Notes from the Ground

Today marks the first time in a week that I've had downtime between 8 a.m. and 6 p.m. Today, I've been assigned basecamp at our headquarters (the community center of a church left standing from Katrina). Admin has consisted of a few points today: (a) manning walkie talkies and coordinating debris crews, (b) informing the public works department, to their chagrin, that one of our chainsaw teams uncovered a "furiously gushing" water main break, (c) answering the phonecalls of anxious survivors and potential volunteers, and (d) most recently, signing onto Facebook. There was a statistical issue that has been nagging me for days, and I wanted Mark Zuckerburg's assessment.

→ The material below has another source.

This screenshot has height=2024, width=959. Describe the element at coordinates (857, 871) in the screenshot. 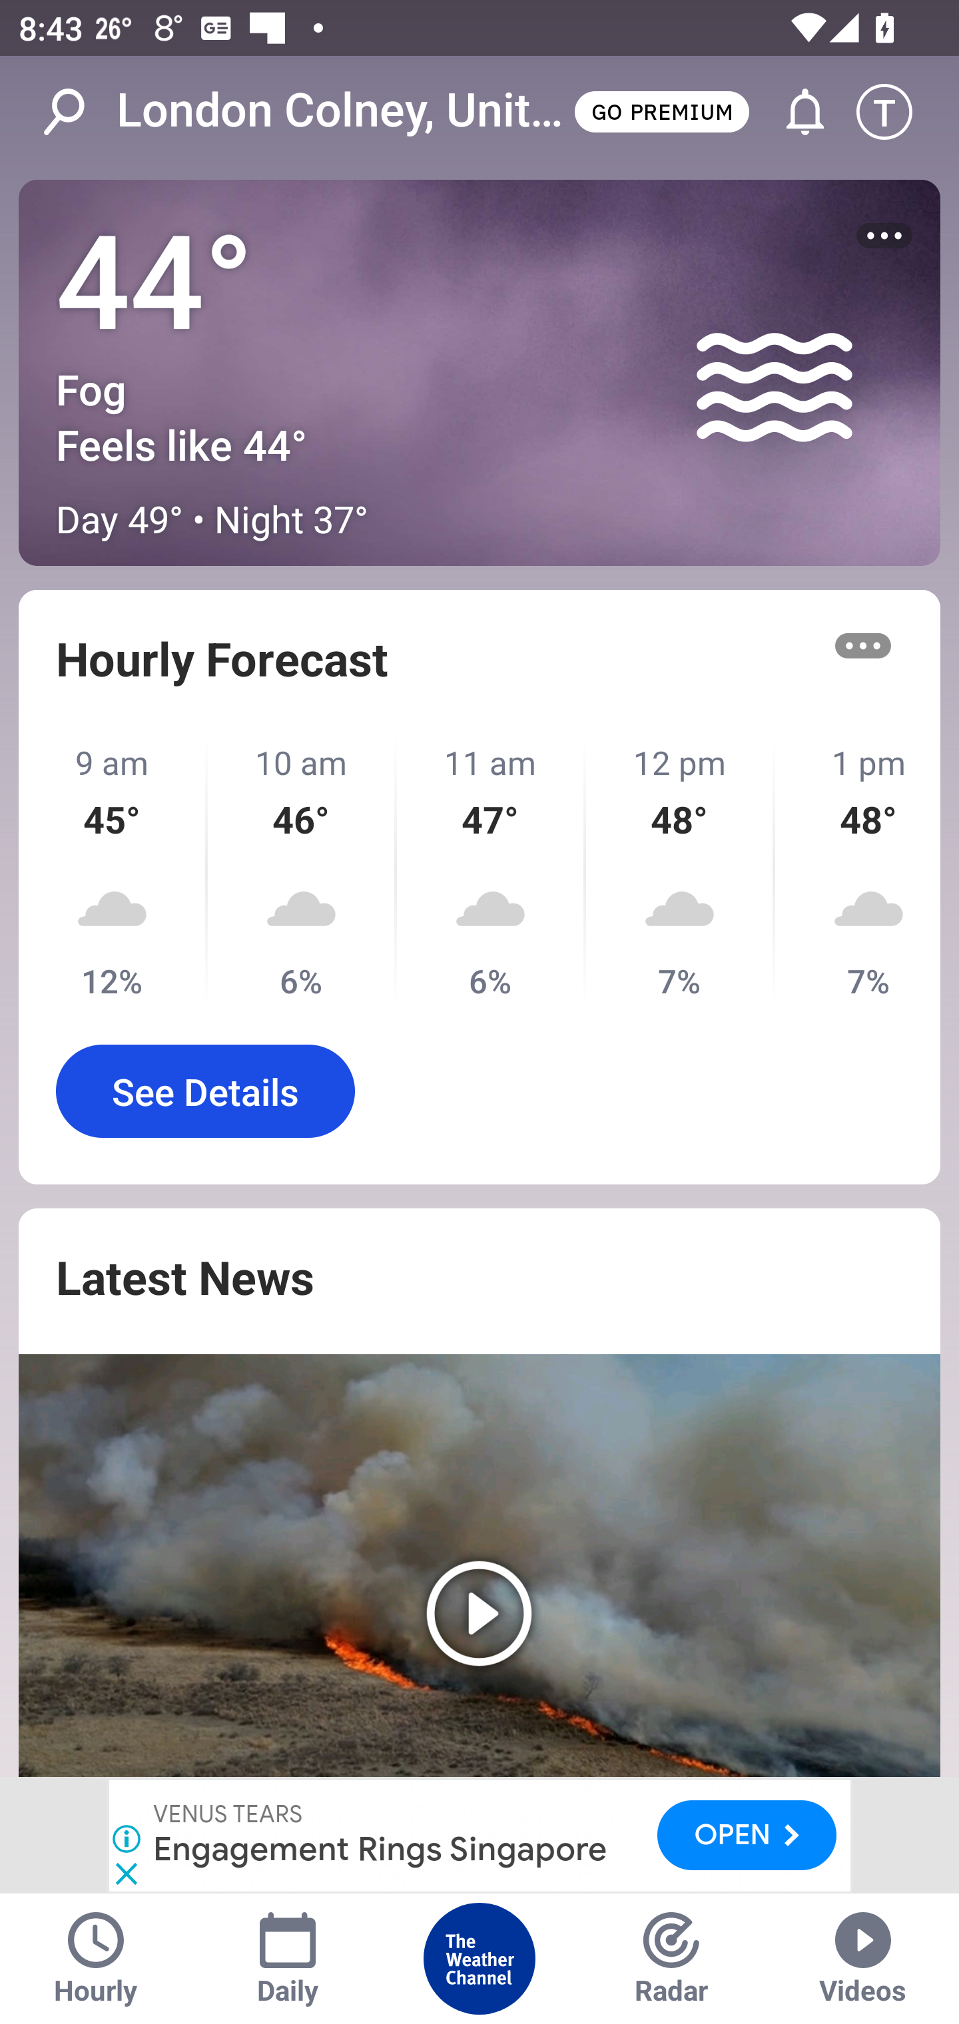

Facebook Search -- People Who Live In MS. Displaying all 8 results. I quickly discerned that 2 of those 8 were, in fact, not real people.

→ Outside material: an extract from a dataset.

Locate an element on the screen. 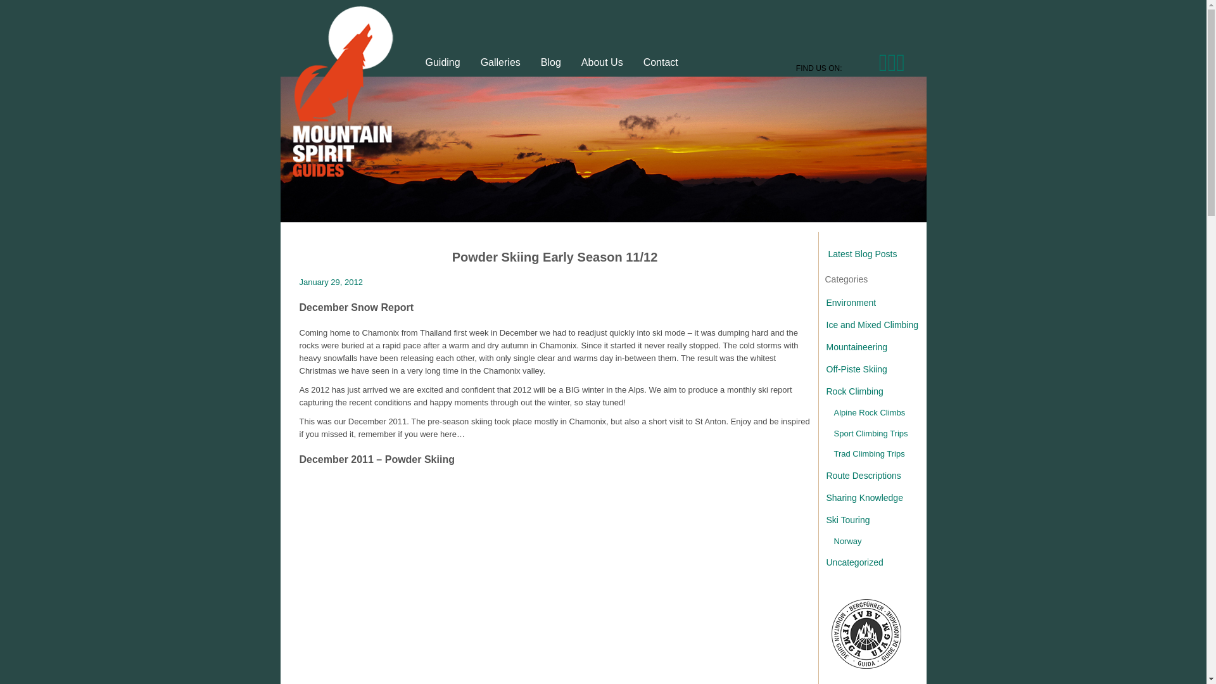  skiing climbing mountains is located at coordinates (552, 61).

With another free moment, I Mapquested. Hanover to Biloxi is approximately 1,549.4 miles. However, that isn't entirely accurate; an expeditious traveler would be upset to find that the last leg of that proposed trip, Beach Boulevard, is inaccessible due to vehicular and arboreal litter of mass proportions.

I don't mean to patronize with statistics. These numbers are accessible to us because they're easy to take in. Where we're from. How many miles. Numbers are life's Cliff's Notes. They make it all easier to swallow and they make us aware. Since Hurricane Katrina demolished hundreds of miles of Gulf coastline and inland, we've put an ear to the media, and empathized to an extent. And this is dear old Dartmouth I'm speaking to, young and old, sharing that same Green combination of cleverness and caring that draws us in and shoots us out. We joke about the bucolic bubble, but at heart if we weren't worried about getting it all done before Wednesday night, watching the sun come up outside Novack during finals week, or (for alumni) paying the lease and raising a family, I believe a good number of us would be out making things happen. There's more than numbers, and although life can be a bit frenetic under Baker Tower's Fitzgeraldian green light, the Dartmouth soul is good and it sticks. So, Dartmouth to Dartmouth, let me contextualize some numbers, just from my experience here thus far.

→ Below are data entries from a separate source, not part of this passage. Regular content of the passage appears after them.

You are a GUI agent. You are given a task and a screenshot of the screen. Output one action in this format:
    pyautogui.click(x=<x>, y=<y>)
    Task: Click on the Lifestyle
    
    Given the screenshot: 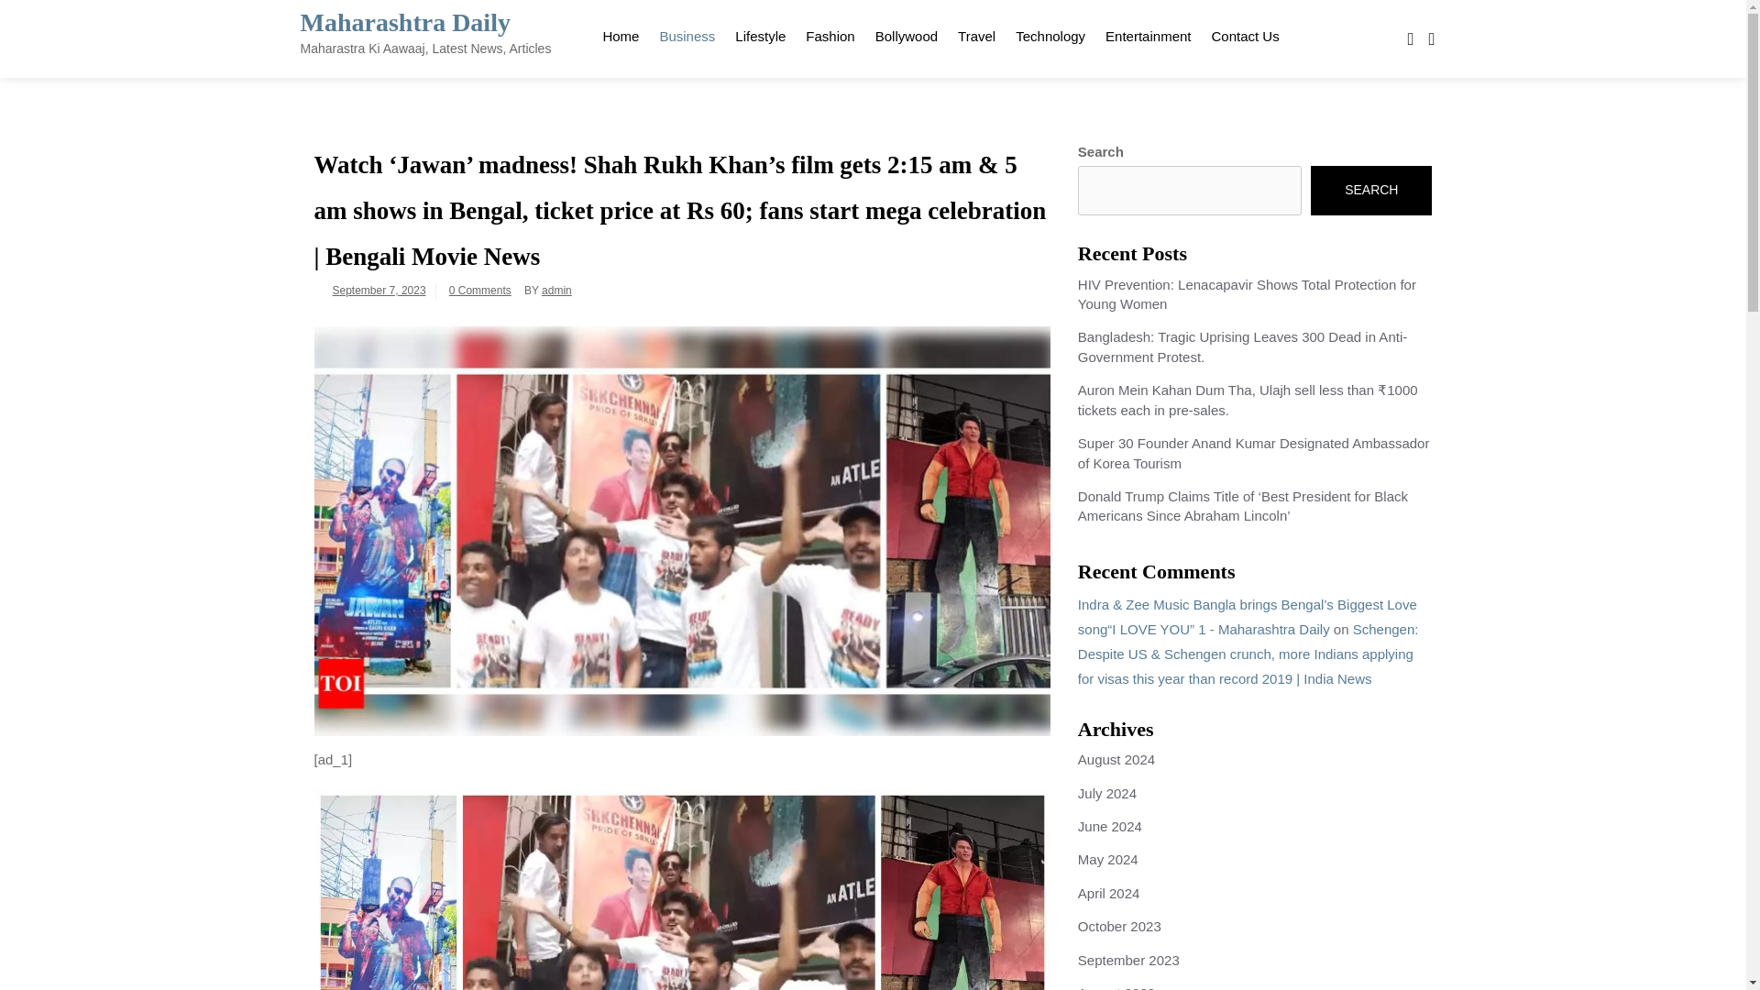 What is the action you would take?
    pyautogui.click(x=760, y=33)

  1. Hours I spent aboard and in bus stations along the route from D.C. to Biloxi.

  2. Hours I slept in that period.

  3. By my count, the approximate number of separate elderly refugees returning home to the South that I helped carry bags and boxes for along the line. Most of them had their life's possessions with them and as the particular bus line I took had a no-baggage-help policy, it came down to young passengers to help transport luggage around the stations.

2,000. Number of dollars that my seatmate from Charlotte to Atlanta had on a check from the U.S. Treasury, courtesy of FEMA. He lost almost everything, and was literally traveling back home to a Rita-ravaged community to find a bank to cash this check. He showed me only after a 30 minute discussion we had of the intricacies of contrasting styles between Andre 3000 and Lil' Jon, and our respect for the Dunn-Duckett combo of Atlanta football.

  1. Kitchens from which I tore drywall, sheetrock, and aesthetics two days ago. It's all part of a primary effort to get the molded sections out of houses before the rot penetrates the foundation. In other words, emergency deconstruction. Derrida would be proud.

  2. Degrees from perpendicular normalcy that most trees are angled.

  3. Gallons of water per box that I loaded into cars working distribution in Long Beach, Mississippi yesterday.

1.5. By my estimate, the average number of boxes per car. 1,500. The number of cars that came through the supply center that day.

  1. The number of Dartmouth alumni putting up 150 street signs that Hands on USA has put up for residents so far. The mayor of Biloxi signed our request to undertake that project among a myriad of others last week, and yesterday a crew spent all day on ladders with a staple gun helping re-establish direction.

Variable. The number of extra volunteers we can house if anyone's interested. Bring a sleeping bag and a tent if you've got it. Food's hot. Beauvoir United Methodist Church on Pass Road is homebase for HOUSA and can take everyone that's willing.

Indefinite. The time I'm personally planning on spending down here, minus holiday excursions to see my family. Pictures and media are great (albeit maybe a step or two above numbers), but it's pretty hard to tear away from once you see, hear and smell how ravaged these communities are. There's going to be work to be done for a long time, in a whole slew of phases, and what we're doing now is just the beginning. Awareness, right?